Thursday, April 14, 2011

The Basis of My Lego Structure

I’ve finished the written portion of my comps. In 5 days I wrote something like 28 pages, single-spaced, about various things. The point of the exercise was to emerge from it with a philosophy, and I think I may have accomplished that. The following is a work in progress; they are assumptions implicit in my understanding of people’s relationship with media. Where noteworthy and simple, I offer intellectual credit to those who formed the basis of my thinking.
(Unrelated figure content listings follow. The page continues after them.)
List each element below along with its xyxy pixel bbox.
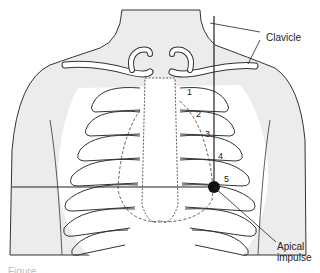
intercostal-space-5: 5 <box>224 174 229 184</box>
intercostal-space-1: 1 <box>187 87 192 97</box>
apical-impulse-label-line1: Apical <box>277 241 304 252</box>
apical-impulse-label-line2: impulse <box>277 252 311 263</box>
clavicle-leader-line <box>210 23 260 32</box>
intercostal-space-4: 4 <box>218 151 223 161</box>
intercostal-space-3: 3 <box>205 129 210 139</box>
sternum <box>142 78 178 222</box>
clavicle-label: Clavicle <box>266 32 301 43</box>
intercostal-space-2: 2 <box>196 109 201 119</box>
figure-caption-fragment: Figure <box>8 266 36 273</box>
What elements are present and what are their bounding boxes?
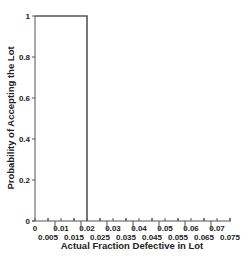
x-tick-label: 0: [33, 224, 38, 233]
y-tick-label: 0.6: [19, 94, 31, 103]
y-tick-label: 0.4: [19, 135, 31, 144]
y-tick-label: 1: [26, 12, 31, 21]
x-tick-label: 0.04: [131, 224, 147, 233]
x-tick-label: 0.03: [105, 224, 121, 233]
x-ticks: 00.010.020.030.040.050.060.070.0050.0150…: [33, 218, 241, 242]
x-tick-label: 0.06: [183, 224, 199, 233]
y-ticks: 00.20.40.60.81: [19, 12, 35, 226]
oc-curve-line: [35, 16, 87, 221]
x-tick-label: 0.05: [157, 224, 173, 233]
chart-canvas: 00.20.40.60.81 00.010.020.030.040.050.06…: [0, 0, 249, 265]
x-tick-label: 0.005: [38, 233, 59, 242]
oc-curve-chart: 00.20.40.60.81 00.010.020.030.040.050.06…: [0, 0, 249, 265]
x-tick-label: 0.07: [209, 224, 225, 233]
x-tick-label: 0.01: [53, 224, 69, 233]
x-tick-label: 0.02: [79, 224, 95, 233]
x-axis-label: Actual Fraction Defective in Lot: [61, 240, 204, 251]
y-tick-label: 0.2: [19, 176, 31, 185]
y-tick-label: 0: [26, 217, 31, 226]
x-tick-label: 0.075: [220, 233, 241, 242]
y-axis-label: Probability of Accepting the Lot: [5, 46, 16, 190]
y-tick-label: 0.8: [19, 53, 31, 62]
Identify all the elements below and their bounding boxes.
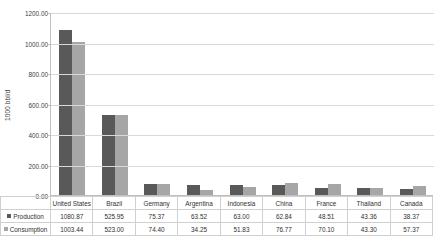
legend-swatch-icon [7,214,11,218]
table-column-header: China [263,197,305,210]
y-axis-tick-label: 1000.00 [16,40,48,47]
table-cell-value: 523.00 [93,223,135,236]
table-cell-value: 34.25 [178,223,220,236]
y-axis-tick [48,44,51,45]
bar-consumption[interactable] [115,115,128,195]
bar-group [264,12,307,195]
bar-consumption[interactable] [413,186,426,195]
y-axis-tick-label: 400.00 [16,132,48,139]
table-cell-value: 63.52 [178,210,220,223]
table-cell-value: 43.36 [348,210,390,223]
table-cell-value: 43.30 [348,223,390,236]
bar-group [94,12,137,195]
y-axis-tick-label: 200.00 [16,162,48,169]
bar-production[interactable] [144,184,157,195]
bar-production[interactable] [400,189,413,195]
table-corner-cell [1,197,51,210]
table-cell-value: 48.51 [305,210,347,223]
table-column-header: Indonesia [220,197,262,210]
table-cell-value: 75.37 [135,210,177,223]
bar-consumption[interactable] [328,184,341,195]
table-column-header: Brazil [93,197,135,210]
table-row: Production1080.87525.9575.3763.5263.0062… [1,210,433,223]
gridline [51,135,434,136]
bar-production[interactable] [230,185,243,195]
table-column-header: France [305,197,347,210]
table-cell-value: 62.84 [263,210,305,223]
y-axis-tick [48,166,51,167]
table-cell-value: 1003.44 [51,223,93,236]
legend-label: Production [13,213,44,220]
table-column-header: Canada [390,197,433,210]
bar-production[interactable] [357,188,370,195]
bar-production[interactable] [59,30,72,195]
table-cell-value: 1080.87 [51,210,93,223]
chart-root: 1000 bbl/d 1200.001000.00800.00600.00400… [0,0,447,242]
table-row: Consumption1003.44523.0074.4034.2551.837… [1,223,433,236]
y-axis-tick-label: 800.00 [16,71,48,78]
bar-group [221,12,264,195]
data-table-wrapper: United StatesBrazilGermanyArgentinaIndon… [0,196,447,236]
bar-groups [51,12,434,195]
gridline [51,105,434,106]
bar-consumption[interactable] [370,188,383,195]
legend-swatch-icon [4,227,8,231]
bar-production[interactable] [315,188,328,195]
bar-production[interactable] [272,185,285,195]
bar-group [136,12,179,195]
y-axis-tick [48,135,51,136]
y-axis-tick-label: 600.00 [16,101,48,108]
bar-group [306,12,349,195]
gridline [51,44,434,45]
y-axis-tick-label: 1200.00 [16,10,48,17]
table-cell-value: 525.95 [93,210,135,223]
bar-consumption[interactable] [200,190,213,195]
table-column-header: Argentina [178,197,220,210]
table-cell-value: 76.77 [263,223,305,236]
bar-production[interactable] [102,115,115,195]
bar-chart: 1000 bbl/d 1200.001000.00800.00600.00400… [0,0,447,197]
bar-consumption[interactable] [285,183,298,195]
y-axis-tick-labels: 1200.001000.00800.00600.00400.00200.000.… [16,0,48,197]
y-axis-tick [48,74,51,75]
table-column-header: Germany [135,197,177,210]
plot-area [50,13,433,196]
legend-entry-production[interactable]: Production [1,210,51,223]
y-axis-tick [48,105,51,106]
bar-group [179,12,222,195]
bar-group [392,12,435,195]
data-table: United StatesBrazilGermanyArgentinaIndon… [0,196,433,236]
gridline [51,166,434,167]
bar-consumption[interactable] [157,184,170,195]
table-column-header: Thailand [348,197,390,210]
bar-production[interactable] [187,185,200,195]
bar-group [349,12,392,195]
legend-entry-consumption[interactable]: Consumption [1,223,51,236]
table-column-header: United States [51,197,93,210]
table-cell-value: 63.00 [220,210,262,223]
legend-label: Consumption [10,226,48,233]
table-cell-value: 38.37 [390,210,433,223]
y-axis-tick [48,13,51,14]
bar-group [51,12,94,195]
bar-consumption[interactable] [72,42,85,195]
gridline [51,13,434,14]
table-cell-value: 51.83 [220,223,262,236]
table-cell-value: 57.37 [390,223,433,236]
table-cell-value: 74.40 [135,223,177,236]
table-cell-value: 70.10 [305,223,347,236]
table-header-row: United StatesBrazilGermanyArgentinaIndon… [1,197,433,210]
bar-consumption[interactable] [243,187,256,195]
gridline [51,74,434,75]
y-axis-title: 1000 bbl/d [4,70,16,140]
Now, this is not a theory; it is a perspective.

  1. Media use has greater cognitive, affective, and behavioral effects than simple exposure.
  2. People approach mediated messages in many of the same ways they approach interpersonal relationships.
  3. People maintain relationships with mediated messages and personae through imagined interactions (Honeycutt, Conflict-Linkage theory, 2008).
  4. People seek out media messages that are consonant or that somehow reinforce their current affective, cognitive, and behavioral states.
  5. People are active in their own cultivation of ideas; perspectives become stronger through repeated exposure to consonant messages; dissonant messages are ignored or forgotten.
  6. People get songs stuck in their heads, possibly as an innate social learning function (Shaughan Keaton).
  7. Media are extensions of our natural senses (McLuhan, 1967).
  8. Interactivity lessens the distance between us and messages, opening the door to parasocial relationships and presence in mediated transactions.
  9. Due in part to interactivity and abundance of choices, “mass communication” is, for the most part, a misnomer.
  10. Intermediary forces, such as interpersonal communication about a mediated message, may transform limited effects into powerful effects (Rogers, Klapper).

Again, this is a work in progress. If I had to acknowledge theories in this personal construction of mediated reality, this set of assumptions would be somewhere between uses and gratifications, selective exposure, and cultivation theories. As I mentioned in the annals of my comprehensive exam, limited effects theories still work brilliantly but the powerful effects theories need work. The problem with powerful effects theories is that they deal with audiences rather than individuals and can no longer really identify patterns among the masses. Some of their notions, however, should not be thrown out with the bathwater. Media continue to tell us what to think about (McCombs, Shah, et al.) as well as how to think about it (McCombs, Entman, et al.)and the aggregate of mediated messages to which we attend probably has effects on us over time (Gerbner and associates).


Now selectively expose yourself to the following so that you may think about it and cultivate your ideas. I'll figure out how to add the thumbnail later.




Fun times-- BTW -- Shoutout to Kristin!